ENGLISH FOR JOURNALISM AND MEDIA - LM
(objectives)
The course is intended for students enrolled at the Master’s degree in Publishing and Journalism and aims at developing critical discourse analysis skills related to ESP in the field of Journalism and Media. Lessons focus on the various communicative practices that characterize the discursive community of journalism and media, as well as the various genres and the possible intertextual relationships. Lessons also aim attention at the exploration, conceptual interpretation and sociocultural explanation of the linguistic features exploited in the texts for traditional and digital media. In relation to the different journalism areas and text-types, special attention will be paid to the following categories:
• How to analyse the language of journalism: The development of Critical Discourse Analysis. • Forms of communication in traditional media: The discursive community, shared values and point of view; the language of the press, radio and television; advertising; types of newspapers and politics; media genres; broadcast journalism: managing the extraordinary and the ordinary; forms of language and voices in news broadcasting; magazine journalism and linguistic strategies of synthetic personalization; newspaper journalism: popular and quality styles. • The social environment of contemporary communication: new models of communication in the Age of the Internet; the constituents of modern digital communication; properties of web communication and web genres; online journalism: live news writing; citizen journalism: practices and identities. • Participants in the discourse of journalism: roles, relationships and identities; personal identity, social identity and identification; power and community; stance and style; audience, politeness, accommodation; texts and social structures; intertextuality; agency and power; news values, balance and bias; conflict, proximity/cultural relevance.
• The linguistic individual in media communication: media and identity in a communicational frame; history, culture and memory in press coverage; authorial identity and the audience; reader positioning and ethics; inclusion/exclusion. • Discourse styles and structures: parts and sequences; discourse organisation; depersonalization; nominalisation; evidentiality, coherence and cohesion; genres, gender stereotypes and discourse styles; narrative, gender and personal stories; gender, irony and taboo language; structures and lexical choices of news stories.
• Features of argumentation and dissemination in journalism and media discourse: rhetorical devices, dissemination strategies, defence strategies and legitimation techniques; ideology and power; persuasion and evaluation; conversational and emotional language in traditional and digital media; engagement features.
LEARNING OUTCOMES: The course aims at developing critical discourse analysis skills related to ESP in the field of Journalism and Media. Students will be offered to explore an extensive variety of texts used in the field of journalism and media. KNOWLEDGE AND UNDERSTANDING: At the end of the course, students are expected to show an adequate understanding of the discourse of journalism, as well as to identify its main discursive features and sociocultural context. APPLYING KNOWLEDGE AND UNDERSTANDING: Students will be required to develop analytical skills in journalistic discourse, and autonomously elucidate genre- and community-based language typicalities.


What is required ::
Reproduce the data exactly as given, except for any images.
================================
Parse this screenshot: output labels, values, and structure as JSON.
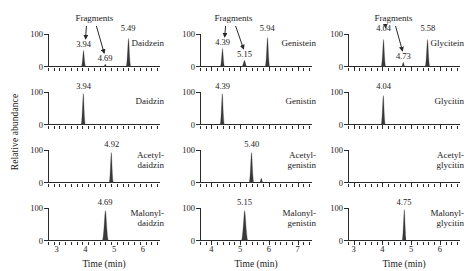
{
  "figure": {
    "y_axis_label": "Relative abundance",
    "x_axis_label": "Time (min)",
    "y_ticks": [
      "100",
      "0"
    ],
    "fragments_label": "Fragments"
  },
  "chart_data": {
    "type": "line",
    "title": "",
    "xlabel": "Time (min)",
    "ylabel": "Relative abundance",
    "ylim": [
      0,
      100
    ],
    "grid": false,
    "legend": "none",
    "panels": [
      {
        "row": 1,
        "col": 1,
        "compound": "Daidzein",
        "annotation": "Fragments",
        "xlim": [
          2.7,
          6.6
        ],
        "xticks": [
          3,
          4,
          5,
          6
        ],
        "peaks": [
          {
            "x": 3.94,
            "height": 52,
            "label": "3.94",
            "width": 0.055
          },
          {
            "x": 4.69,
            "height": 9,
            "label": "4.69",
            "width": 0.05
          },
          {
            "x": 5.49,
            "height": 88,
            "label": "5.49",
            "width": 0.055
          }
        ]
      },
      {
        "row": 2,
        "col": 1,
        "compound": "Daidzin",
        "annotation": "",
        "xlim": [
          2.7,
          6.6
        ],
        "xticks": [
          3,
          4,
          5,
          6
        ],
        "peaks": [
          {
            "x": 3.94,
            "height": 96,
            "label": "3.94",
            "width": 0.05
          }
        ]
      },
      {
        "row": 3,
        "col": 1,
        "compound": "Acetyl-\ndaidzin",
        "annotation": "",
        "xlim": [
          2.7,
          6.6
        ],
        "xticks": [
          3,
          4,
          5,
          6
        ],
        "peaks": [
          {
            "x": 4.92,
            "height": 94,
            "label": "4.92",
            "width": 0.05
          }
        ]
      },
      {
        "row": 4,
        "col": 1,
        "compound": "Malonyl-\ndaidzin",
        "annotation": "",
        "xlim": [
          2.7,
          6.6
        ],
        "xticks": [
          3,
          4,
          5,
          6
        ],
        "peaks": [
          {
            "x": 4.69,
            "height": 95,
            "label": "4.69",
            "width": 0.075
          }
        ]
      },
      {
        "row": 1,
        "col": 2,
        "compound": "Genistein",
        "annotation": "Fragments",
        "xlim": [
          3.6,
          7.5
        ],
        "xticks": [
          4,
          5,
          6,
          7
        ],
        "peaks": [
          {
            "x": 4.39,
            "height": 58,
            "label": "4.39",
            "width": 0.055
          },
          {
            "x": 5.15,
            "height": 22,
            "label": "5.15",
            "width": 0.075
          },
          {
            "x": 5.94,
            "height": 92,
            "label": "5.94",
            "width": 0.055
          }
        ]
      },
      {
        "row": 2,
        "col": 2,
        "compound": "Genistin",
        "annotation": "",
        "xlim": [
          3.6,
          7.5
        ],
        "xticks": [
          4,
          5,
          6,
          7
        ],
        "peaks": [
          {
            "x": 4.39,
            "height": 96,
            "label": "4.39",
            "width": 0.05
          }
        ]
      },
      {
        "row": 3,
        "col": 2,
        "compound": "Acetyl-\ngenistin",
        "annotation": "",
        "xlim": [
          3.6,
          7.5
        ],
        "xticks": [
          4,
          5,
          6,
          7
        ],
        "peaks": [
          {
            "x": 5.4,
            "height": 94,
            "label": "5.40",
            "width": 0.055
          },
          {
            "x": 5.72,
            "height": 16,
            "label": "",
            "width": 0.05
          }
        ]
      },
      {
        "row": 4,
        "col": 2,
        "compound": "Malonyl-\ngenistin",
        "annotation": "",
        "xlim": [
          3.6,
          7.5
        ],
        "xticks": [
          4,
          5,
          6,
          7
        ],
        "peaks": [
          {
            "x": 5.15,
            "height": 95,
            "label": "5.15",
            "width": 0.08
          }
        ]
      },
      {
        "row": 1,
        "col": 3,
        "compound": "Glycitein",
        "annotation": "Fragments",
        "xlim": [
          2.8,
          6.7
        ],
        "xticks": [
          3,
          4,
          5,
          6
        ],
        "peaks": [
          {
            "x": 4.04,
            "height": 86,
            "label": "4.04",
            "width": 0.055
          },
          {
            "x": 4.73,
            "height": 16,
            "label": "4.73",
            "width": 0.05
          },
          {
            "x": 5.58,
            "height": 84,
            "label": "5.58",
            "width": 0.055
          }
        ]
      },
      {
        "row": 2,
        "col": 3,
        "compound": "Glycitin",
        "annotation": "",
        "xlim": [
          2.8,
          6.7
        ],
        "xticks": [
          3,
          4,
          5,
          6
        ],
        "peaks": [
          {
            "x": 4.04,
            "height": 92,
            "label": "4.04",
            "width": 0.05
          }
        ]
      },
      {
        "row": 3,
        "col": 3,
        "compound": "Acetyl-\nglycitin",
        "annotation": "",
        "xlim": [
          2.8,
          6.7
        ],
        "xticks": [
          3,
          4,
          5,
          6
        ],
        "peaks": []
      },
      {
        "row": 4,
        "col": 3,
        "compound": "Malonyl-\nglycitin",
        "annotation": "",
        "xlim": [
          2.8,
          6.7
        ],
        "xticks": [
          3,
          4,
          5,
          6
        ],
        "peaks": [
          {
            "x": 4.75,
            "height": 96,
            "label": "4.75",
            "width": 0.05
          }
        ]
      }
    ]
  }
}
================================
Output for this exercise ::
Parse this screenshot: output labels, values, and structure as JSON.
{
  "figure": {
    "y_axis_label": "Relative abundance",
    "x_axis_label": "Time (min)",
    "y_ticks": [
      "100",
      "0"
    ],
    "fragments_label": "Fragments"
  },
  "chart_data": {
    "type": "line",
    "title": "",
    "xlabel": "Time (min)",
    "ylabel": "Relative abundance",
    "ylim": [
      0,
      100
    ],
    "grid": false,
    "legend": "none",
    "panels": [
      {
        "row": 1,
        "col": 1,
        "compound": "Daidzein",
        "annotation": "Fragments",
        "xlim": [
          2.7,
          6.6
        ],
        "xticks": [
          3,
          4,
          5,
          6
        ],
        "peaks": [
          {
            "x": 3.94,
            "height": 52,
            "label": "3.94",
            "width": 0.055
          },
          {
            "x": 4.69,
            "height": 9,
            "label": "4.69",
            "width": 0.05
          },
          {
            "x": 5.49,
            "height": 88,
            "label": "5.49",
            "width": 0.055
          }
        ]
      },
      {
        "row": 2,
        "col": 1,
        "compound": "Daidzin",
        "annotation": "",
        "xlim": [
          2.7,
          6.6
        ],
        "xticks": [
          3,
          4,
          5,
          6
        ],
        "peaks": [
          {
            "x": 3.94,
            "height": 96,
            "label": "3.94",
            "width": 0.05
          }
        ]
      },
      {
        "row": 3,
        "col": 1,
        "compound": "Acetyl-\ndaidzin",
        "annotation": "",
        "xlim": [
          2.7,
          6.6
        ],
        "xticks": [
          3,
          4,
          5,
          6
        ],
        "peaks": [
          {
            "x": 4.92,
            "height": 94,
            "label": "4.92",
            "width": 0.05
          }
        ]
      },
      {
        "row": 4,
        "col": 1,
        "compound": "Malonyl-\ndaidzin",
        "annotation": "",
        "xlim": [
          2.7,
          6.6
        ],
        "xticks": [
          3,
          4,
          5,
          6
        ],
        "peaks": [
          {
            "x": 4.69,
            "height": 95,
            "label": "4.69",
            "width": 0.075
          }
        ]
      },
      {
        "row": 1,
        "col": 2,
        "compound": "Genistein",
        "annotation": "Fragments",
        "xlim": [
          3.6,
          7.5
        ],
        "xticks": [
          4,
          5,
          6,
          7
        ],
        "peaks": [
          {
            "x": 4.39,
            "height": 58,
            "label": "4.39",
            "width": 0.055
          },
          {
            "x": 5.15,
            "height": 22,
            "label": "5.15",
            "width": 0.075
          },
          {
            "x": 5.94,
            "height": 92,
            "label": "5.94",
            "width": 0.055
          }
        ]
      },
      {
        "row": 2,
        "col": 2,
        "compound": "Genistin",
        "annotation": "",
        "xlim": [
          3.6,
          7.5
        ],
        "xticks": [
          4,
          5,
          6,
          7
        ],
        "peaks": [
          {
            "x": 4.39,
            "height": 96,
            "label": "4.39",
            "width": 0.05
          }
        ]
      },
      {
        "row": 3,
        "col": 2,
        "compound": "Acetyl-\ngenistin",
        "annotation": "",
        "xlim": [
          3.6,
          7.5
        ],
        "xticks": [
          4,
          5,
          6,
          7
        ],
        "peaks": [
          {
            "x": 5.4,
            "height": 94,
            "label": "5.40",
            "width": 0.055
          },
          {
            "x": 5.72,
            "height": 16,
            "label": "",
            "width": 0.05
          }
        ]
      },
      {
        "row": 4,
        "col": 2,
        "compound": "Malonyl-\ngenistin",
        "annotation": "",
        "xlim": [
          3.6,
          7.5
        ],
        "xticks": [
          4,
          5,
          6,
          7
        ],
        "peaks": [
          {
            "x": 5.15,
            "height": 95,
            "label": "5.15",
            "width": 0.08
          }
        ]
      },
      {
        "row": 1,
        "col": 3,
        "compound": "Glycitein",
        "annotation": "Fragments",
        "xlim": [
          2.8,
          6.7
        ],
        "xticks": [
          3,
          4,
          5,
          6
        ],
        "peaks": [
          {
            "x": 4.04,
            "height": 86,
            "label": "4.04",
            "width": 0.055
          },
          {
            "x": 4.73,
            "height": 16,
            "label": "4.73",
            "width": 0.05
          },
          {
            "x": 5.58,
            "height": 84,
            "label": "5.58",
            "width": 0.055
          }
        ]
      },
      {
        "row": 2,
        "col": 3,
        "compound": "Glycitin",
        "annotation": "",
        "xlim": [
          2.8,
          6.7
        ],
        "xticks": [
          3,
          4,
          5,
          6
        ],
        "peaks": [
          {
            "x": 4.04,
            "height": 92,
            "label": "4.04",
            "width": 0.05
          }
        ]
      },
      {
        "row": 3,
        "col": 3,
        "compound": "Acetyl-\nglycitin",
        "annotation": "",
        "xlim": [
          2.8,
          6.7
        ],
        "xticks": [
          3,
          4,
          5,
          6
        ],
        "peaks": []
      },
      {
        "row": 4,
        "col": 3,
        "compound": "Malonyl-\nglycitin",
        "annotation": "",
        "xlim": [
          2.8,
          6.7
        ],
        "xticks": [
          3,
          4,
          5,
          6
        ],
        "peaks": [
          {
            "x": 4.75,
            "height": 96,
            "label": "4.75",
            "width": 0.05
          }
        ]
      }
    ]
  }
}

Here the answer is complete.